Citigroup expects Brent crude to fall to $60 to $65 a barrel by year-end, arguing that Strait of Hormuz traffic is normalizing and a U.S.-Iran deal is likely. Goldman Sachs and Morgan Stanley have also turned bearish, pointing to a growing global supply glut.
Citigroup, one of Wall Street's most bearish oil forecasters, expects Brent crude to decline to $60 to $65 per barrel by the end of the year, as oil shipments through the Strait of Hormuz keep returning to normal and the United States and Iran look likely to reach a broader agreement in the coming months. Prices already edged lower Monday after OPEC+ agreed to raise production, with Brent trading around $72.19 per barrel and West Texas Intermediate near $68.81 as Middle East supply worries ease.
Why Citi sees more downside
Citi told clients it would keep recommending selling any summer rallies, expecting the memorandum of understanding signed by the U.S. and Iran to evolve into a formal agreement because the incentives for de-escalation outweigh the risks of renewed conflict.

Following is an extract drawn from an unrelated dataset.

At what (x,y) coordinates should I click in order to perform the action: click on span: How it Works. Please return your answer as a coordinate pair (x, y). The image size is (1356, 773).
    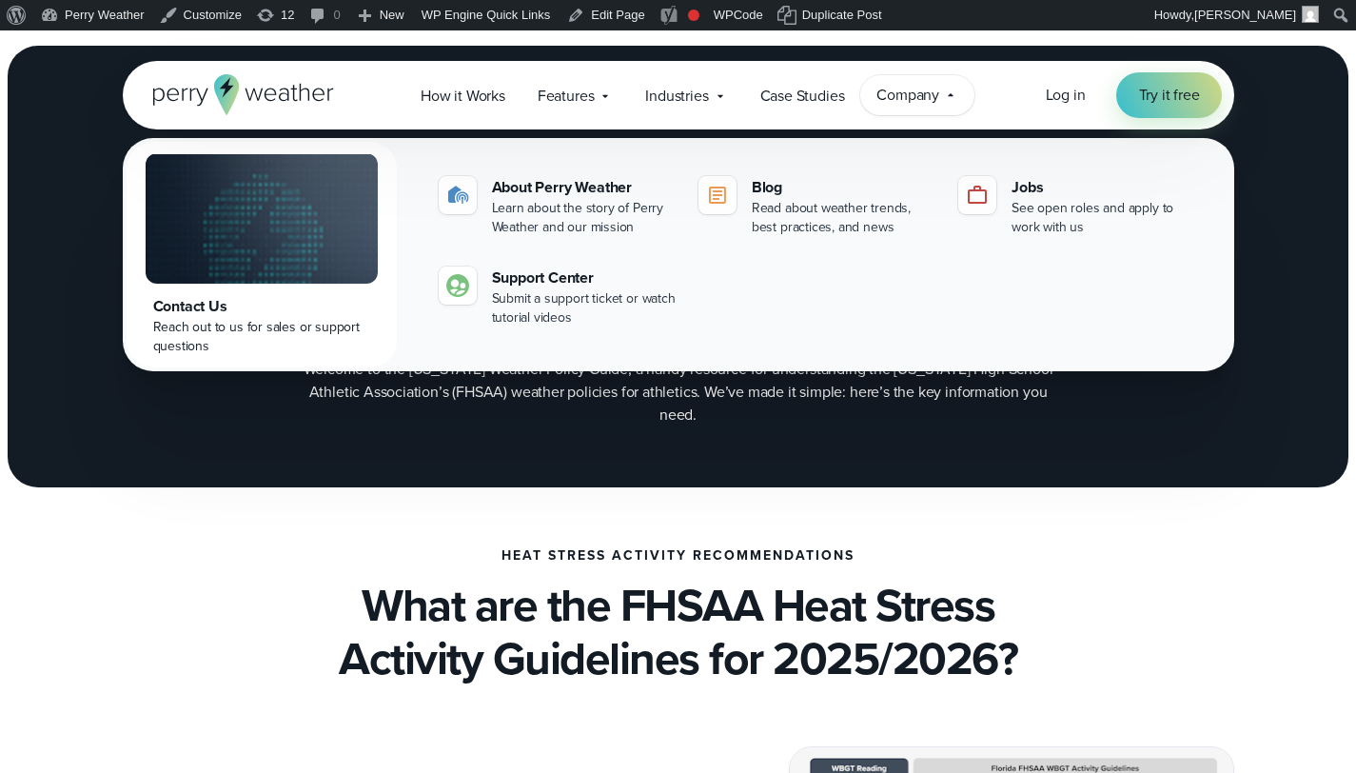
    Looking at the image, I should click on (462, 96).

The bank also points to several bearish fundamentals: China's crude demand remains sluggish, physical prices have weakened as Middle Eastern exports recover, and global inventory draws have been far smaller than many expected.
Not everyone agrees. Commercial and government oil inventories, including those in the United States, fell to multi-decade lows during the four-month conflict, and some analysts think the eventual push to rebuild those stockpiles will support crude prices.
A supply glut into next year
Goldman Sachs argues that restocking will not be enough to offset a significant supply surplus expected next year, forecasting a global oil surplus of roughly 3 million barrels per day in 2027. Samantha Dart, the bank's co-head of global commodities research, said that even if governments replenish strategic petroleum reserves by more than 1 million barrels per day, the market would still face an oversupply approaching 2 million barrels per day.
Morgan Stanley has also turned more bearish, recently cutting its oil price forecasts for the next 18 months as the reopening of the Strait of Hormuz accelerates what it expects will be a growing supply glut. Only a month ago, fears that the Hormuz lane could stay closed had pushed crude toward the mid-$90s. With the waterway reopening, the banks now point to oversupply rather than scarcity as the main driver of prices.